Records shown START
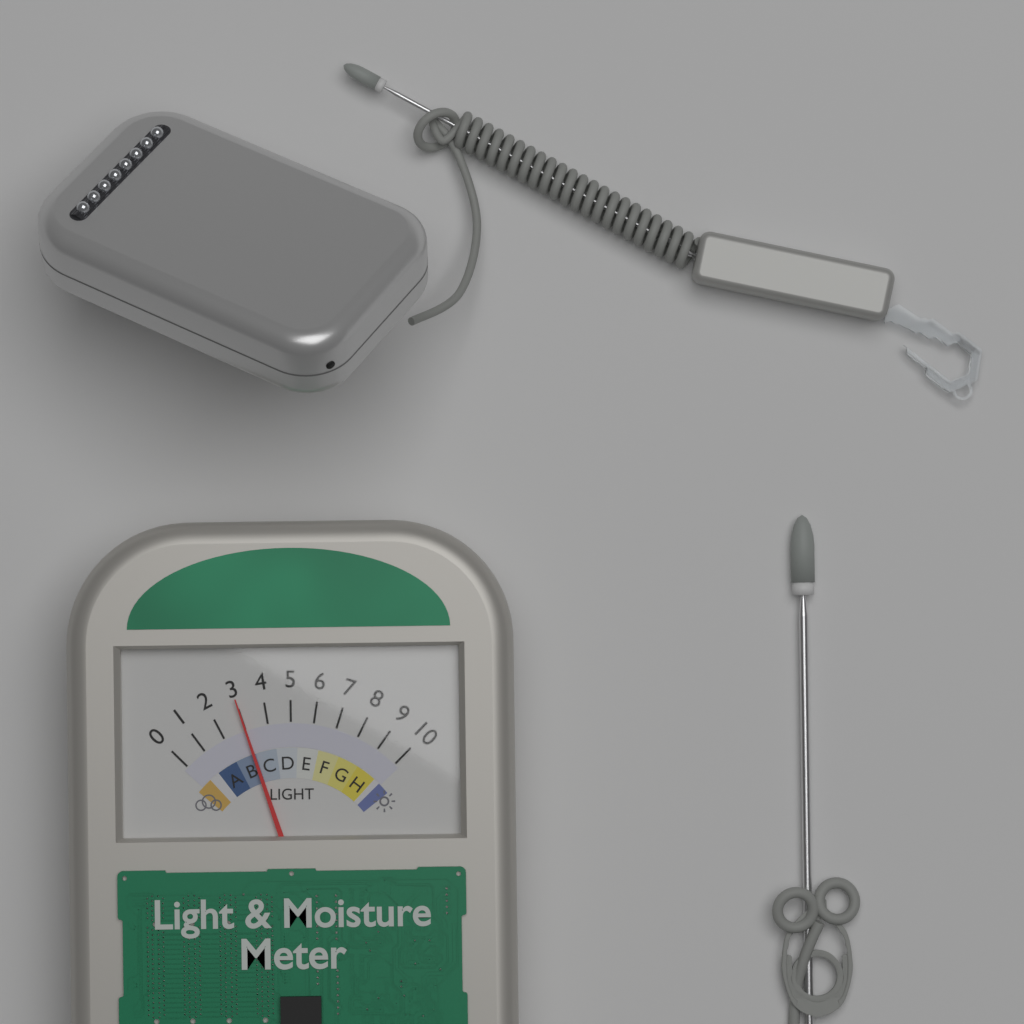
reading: 3 (no unit)
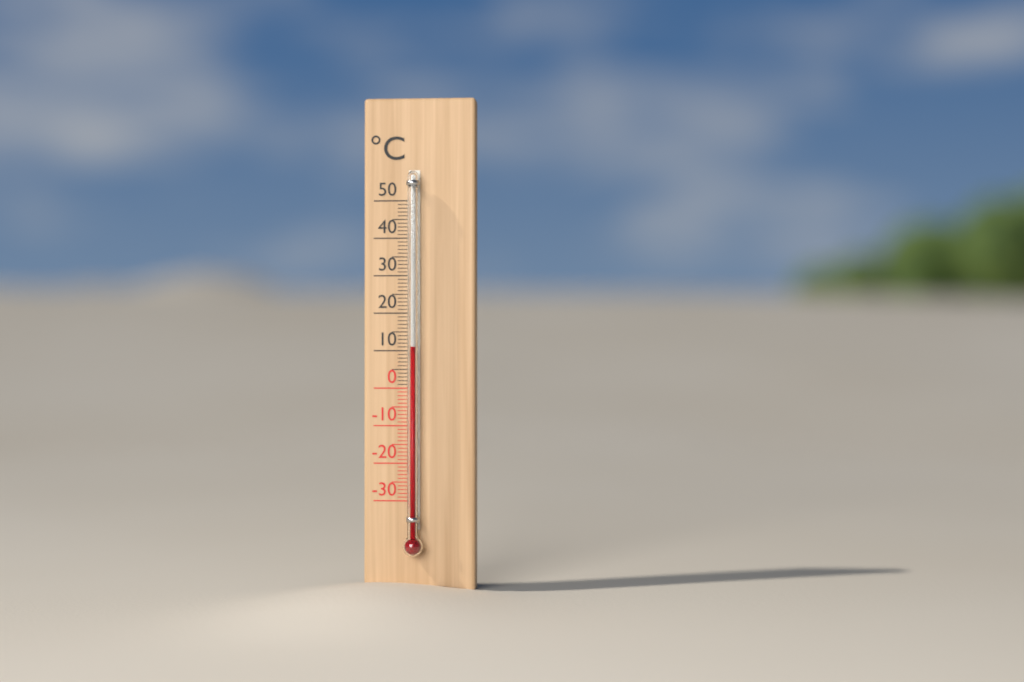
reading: 11 °C
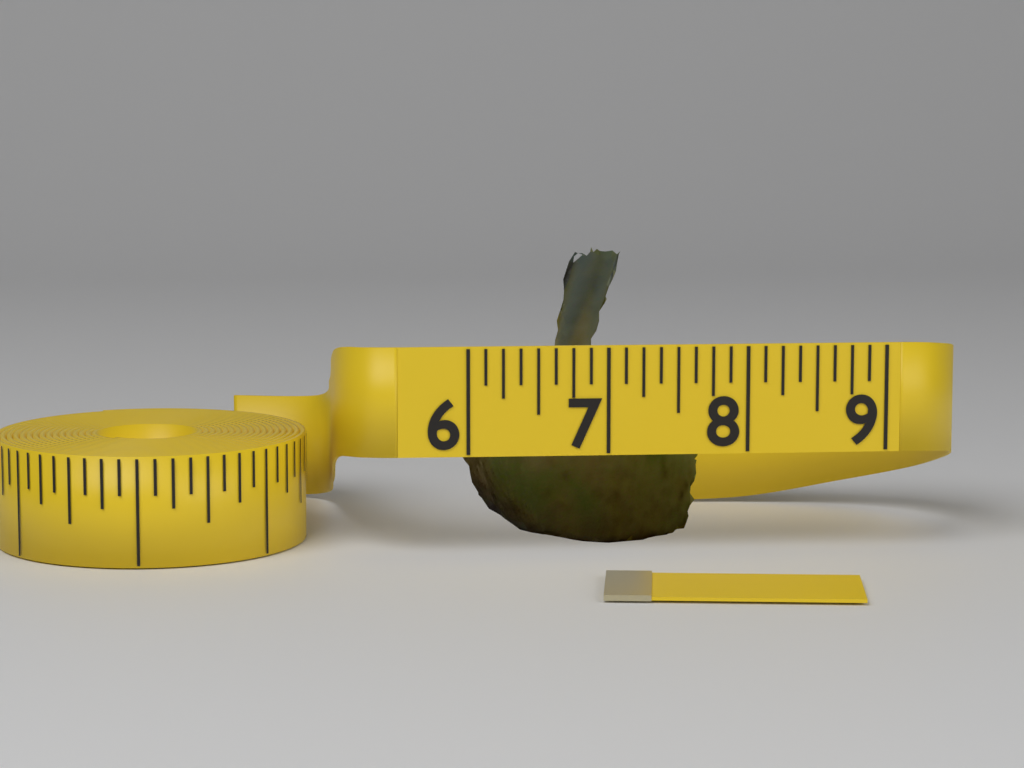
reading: 7.750 (no unit)
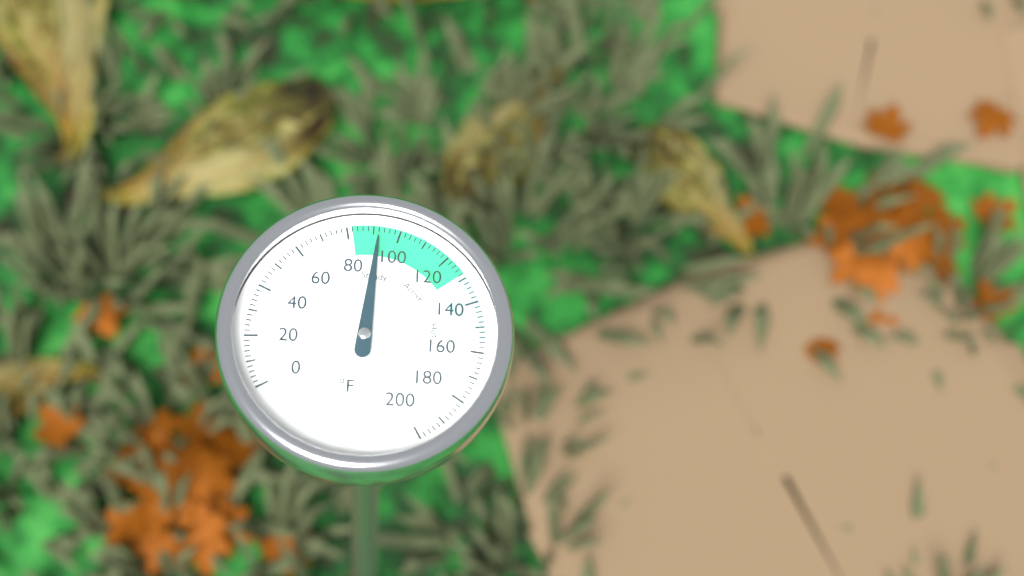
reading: 92 °F
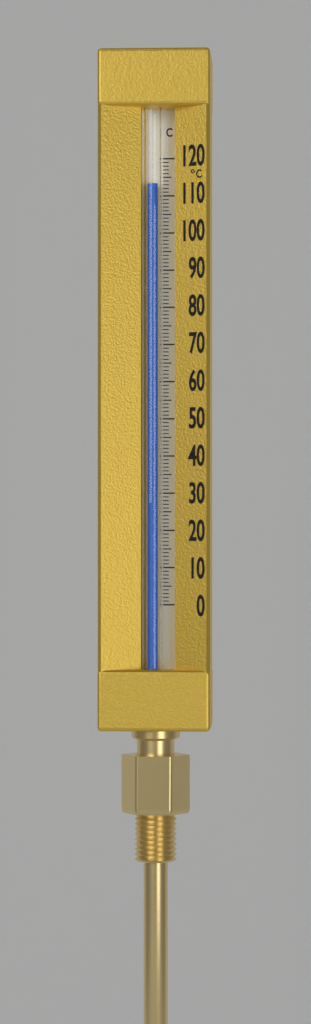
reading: 113 °C
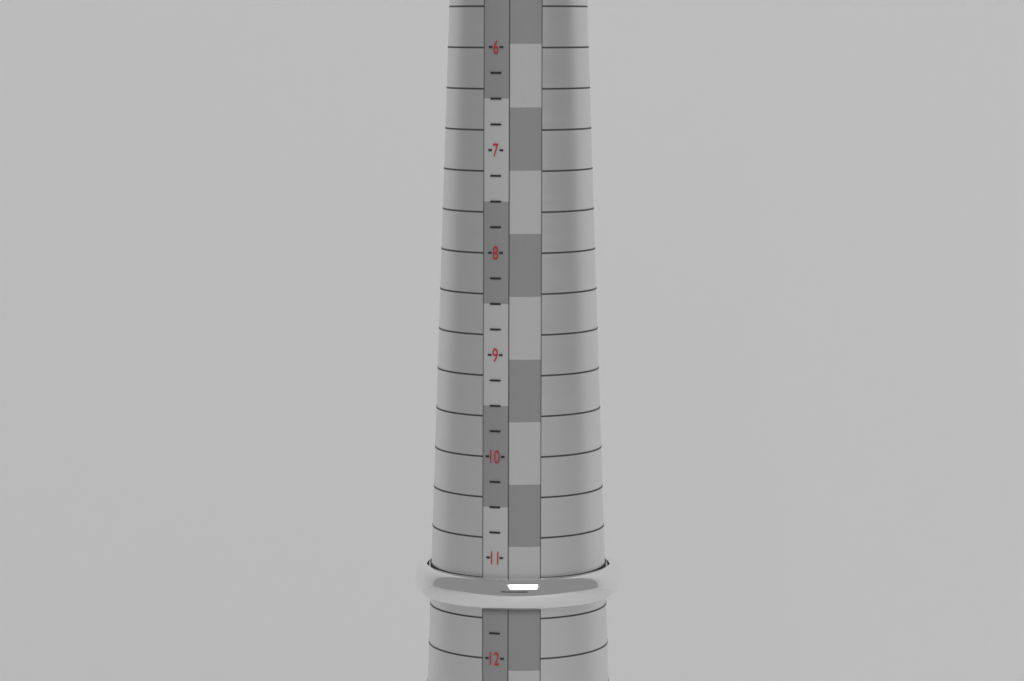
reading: 11.50 (no unit)
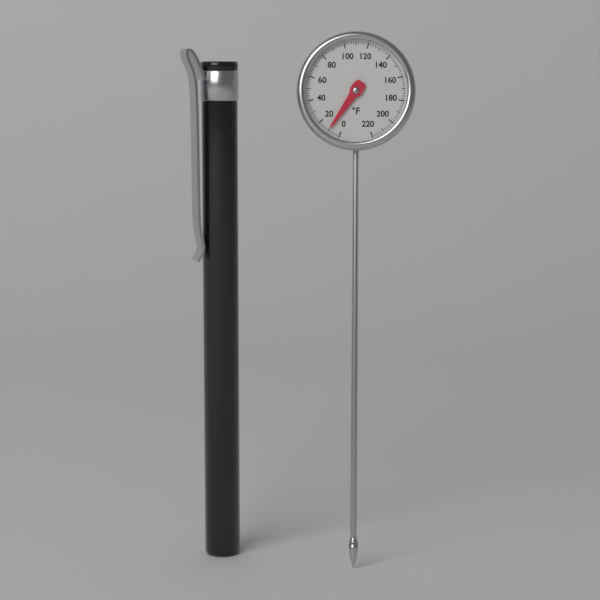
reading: 10 °F
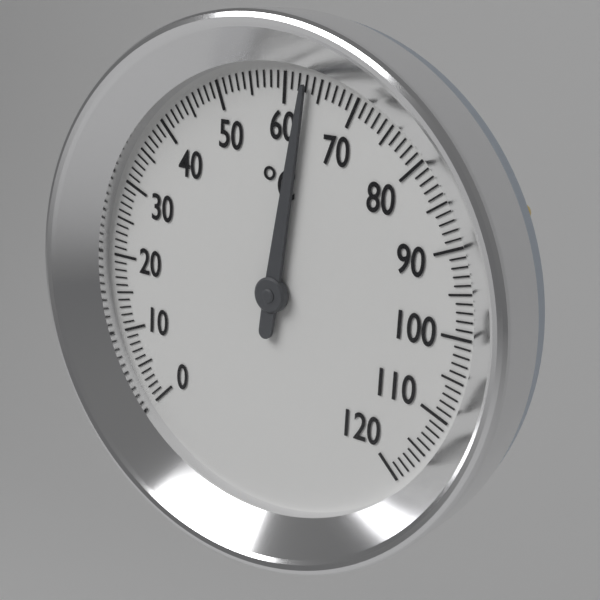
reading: 63 °C
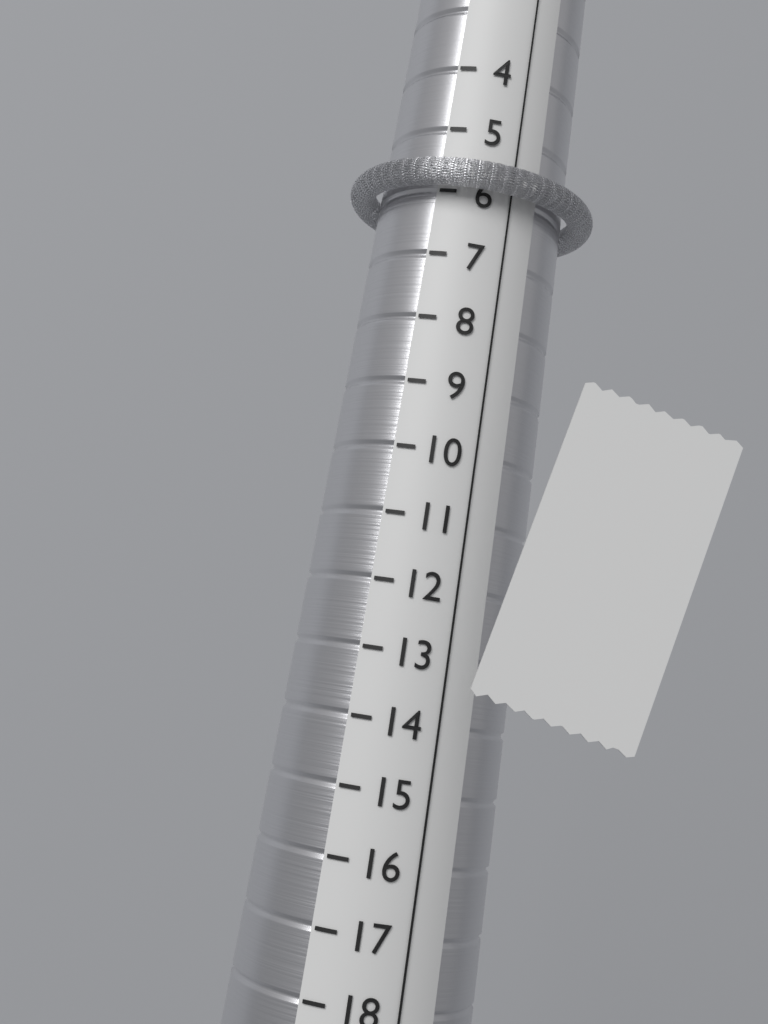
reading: 6 (no unit)
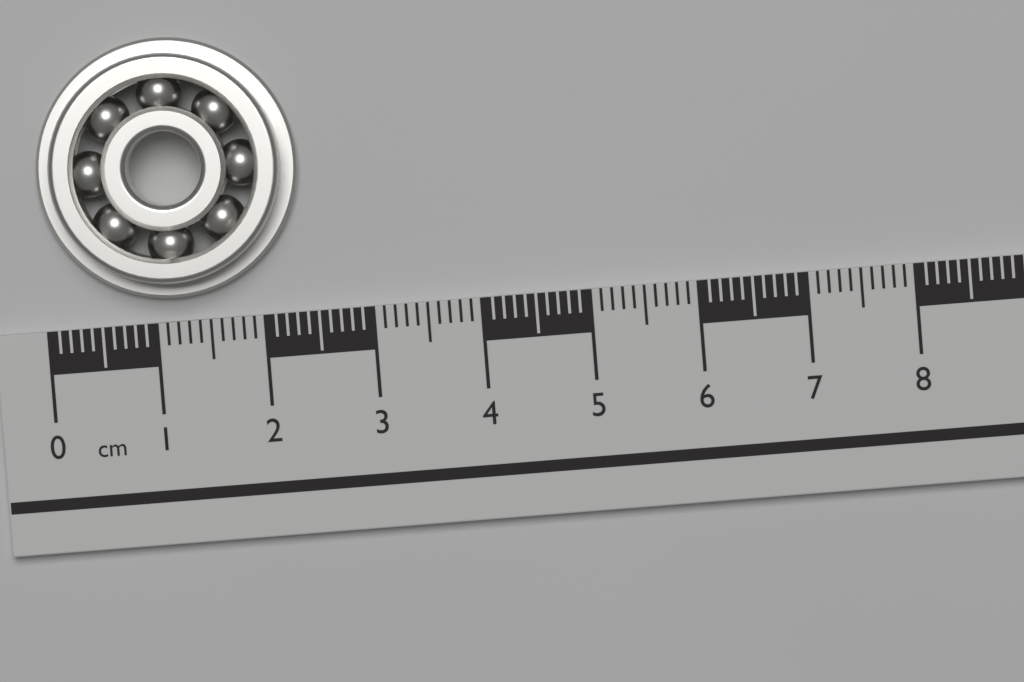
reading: 2.4 cm
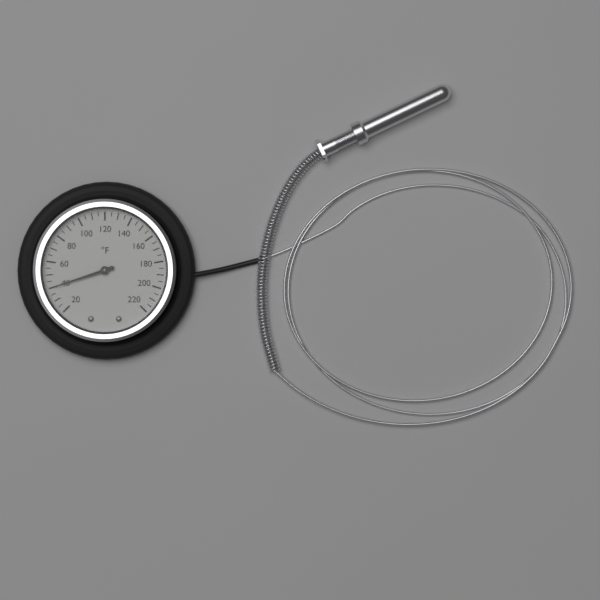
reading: 40 °F
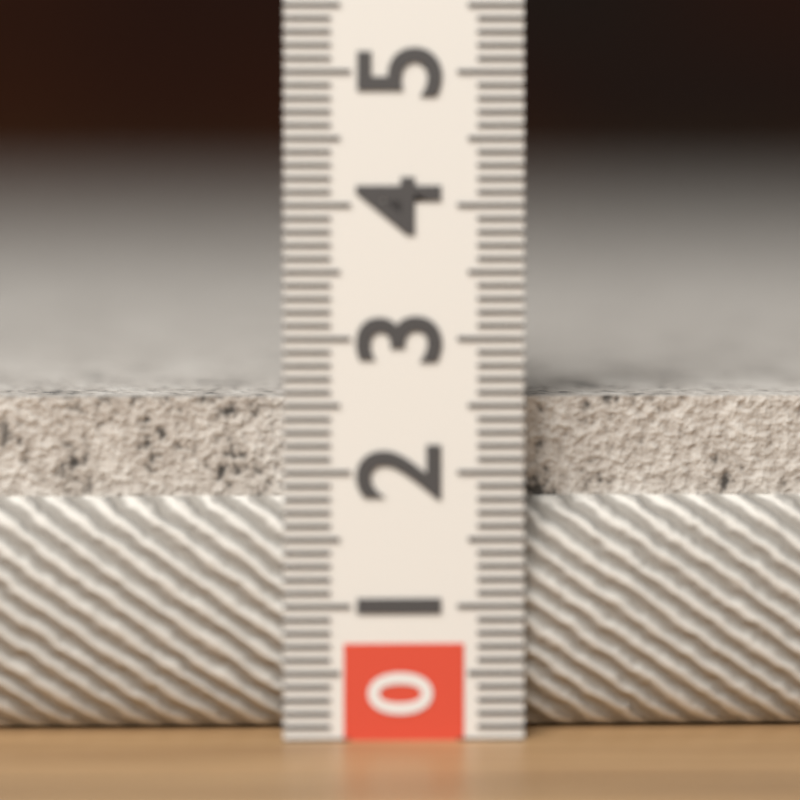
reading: 2.6 (no unit)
Records shown END
__What this task involves__
The pictures stay out of the copy. Set down the entries above precisely.

__Your response__
reading: 3 (no unit)
reading: 11 °C
reading: 7.750 (no unit)
reading: 92 °F
reading: 113 °C
reading: 11.50 (no unit)
reading: 10 °F
reading: 63 °C
reading: 6 (no unit)
reading: 2.4 cm
reading: 40 °F
reading: 2.6 (no unit)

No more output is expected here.